Posted by: MikeinCT | Jan 8, 2012 9:01:42 PM
Doug,
You are correct to suggest that Furman hardly stands for the proposition "that county-by-county differences in the application of the death penalty within a state serve to make the operation of the death penalty unconstitutional." But what about Bush v. Gore? If it violates the Equal Protection Clause to have different vote-counting procedures in different counties, isn't there a good argument that it violates the Equal Protection Clause to have different standards for inflicting the death penalty in different counties? Pre-Bush v. Gore, I would have thought such a claim to border on the frivolous, but I would have said the same of the claim made in Bush v. Gore itself.
Posted by: Michael J.Z. Mannheimer | Jan 9, 2012 12:58:44 AM
NYT editorial: "The Supreme Court has not banned capital punishment, as it should"
???Because????
Arfarf: "The potentially troubling question is why the others didn't get death."
I am fond of this comment to the Charlotte Observer:
(mytemp001): "If you want to use stats go ahead. Only one caveat: if there is a [bias] it should be corrected to make sure more cold-blooded murders die, not less."

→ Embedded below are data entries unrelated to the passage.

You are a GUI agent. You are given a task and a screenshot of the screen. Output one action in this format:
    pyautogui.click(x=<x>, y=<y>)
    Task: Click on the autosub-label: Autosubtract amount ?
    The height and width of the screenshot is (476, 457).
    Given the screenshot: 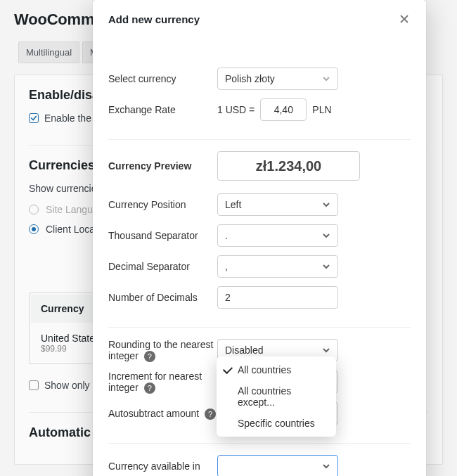 What is the action you would take?
    pyautogui.click(x=163, y=413)
    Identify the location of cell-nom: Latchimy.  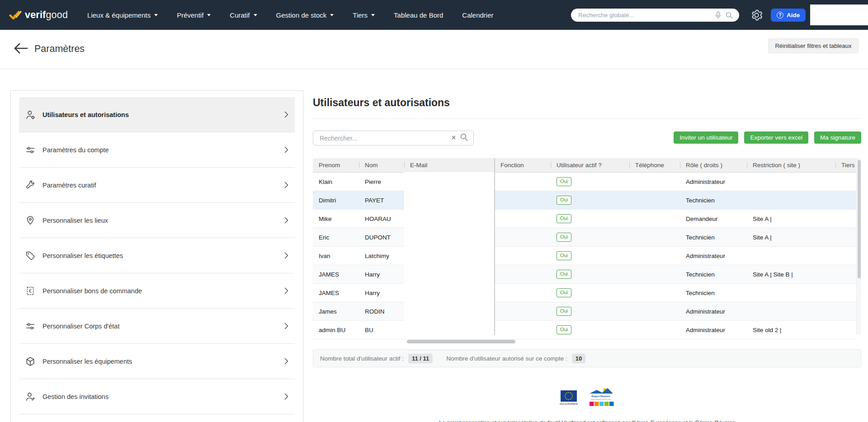
(382, 256).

Posted by: Adamakis | Jan 9, 2012 2:52:03 PM
So Doug, you are fine with a situation where, for decades, counties X, Y, and Z have 0 death sentences a year, while counties A and B have, say, 10 a year? (Assuming equal population and murder rates in each county)
I find it disturbing that life or death could depend so clearly on which side of a line your crime occurs, given that, within a particular state, all defendants are ostensibly subject to the same criminal law.
Posted by: Anon | Jan 10, 2012 12:16:14 PM
why not anon! we have the same problem over any number of diff crimes in this country depending on where your charged.
Posted by: rodsmith | Jan 10, 2012 2:16:03 PM
Anon --
I have always found somewhat odd the argument that, because the Commonwealth's Attorney in County A snoozes his way through the job and hands out irrational leniency, his counterpart in County B is required, by the Constitution no less, to have an equally lazy/indifferent/careless attitude. What case says that?